Reservations: No booking method is listed in available data; contact via the venue directly or through a concierge service familiar with Tokyo omakase counters. Hours: Tuesday to Saturday, 5:30 pm to 10:30 pm; closed Monday and Sunday. Address: 6 Chome-6-4 Tsukiji, Chuo City, Tokyo 104-0045. Price tier: ¥¥¥, positioned below the ¥¥¥¥ counters that occupy the leading of Tokyo's omakase market. Recognition: Michelin 1 Star (2024); Opinionated About Dining Leading Restaurants in Japan ranked 271 (2024) and 327 (2025). Google rating: 4.5 from 148 reviews. Dress: No formal code listed; smart casual is appropriate for a counter at this recognition level.

What's the leading thing to order at Sushi Keita?

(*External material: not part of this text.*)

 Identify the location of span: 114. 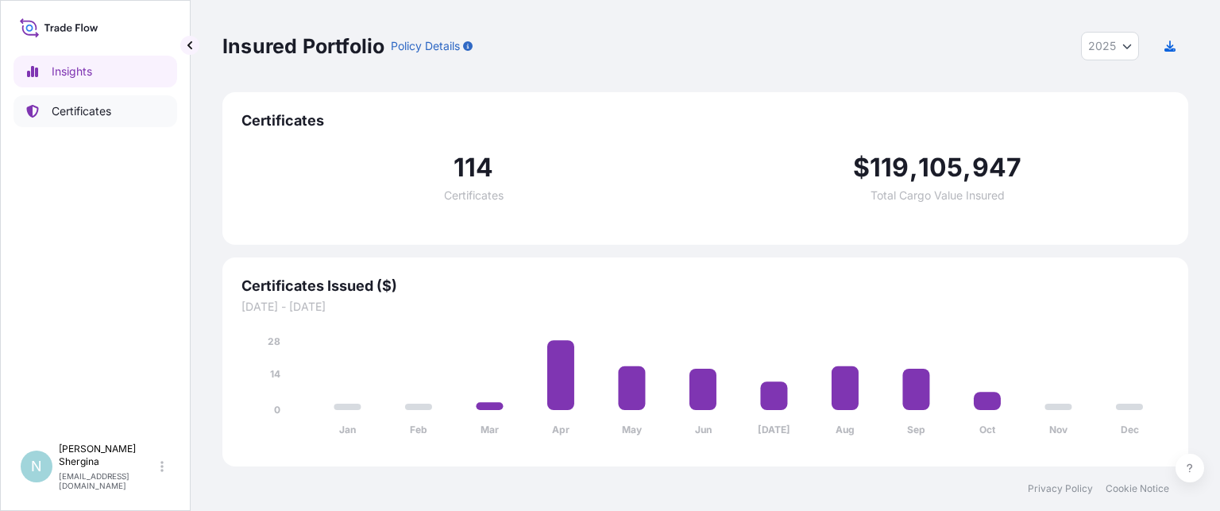
(474, 168).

Sushi Keita runs an omakase format, so the menu is set by the kitchen rather than chosen by the diner. The structural signature confirmed in the venue record is the nigiri itself: pieces formed on the larger side, with toppings cut thick and broad to the character of each fish. This proportioning, which differs from the compressed style common at higher-priced counters, is the clearest expression of what the kitchen prioritises. There are no specific dishes listed in available data, which is consistent with an omakase format where the sequence shifts with seasonal availability and the chef's judgement on the night. For reference on the overall experience, the Google rating of 4.5 from 148 reviews and the Michelin star together indicate consistent execution across the counter. The OAD rankings in 2024 and 2025 place Sushi Keita in a nationally competitive field.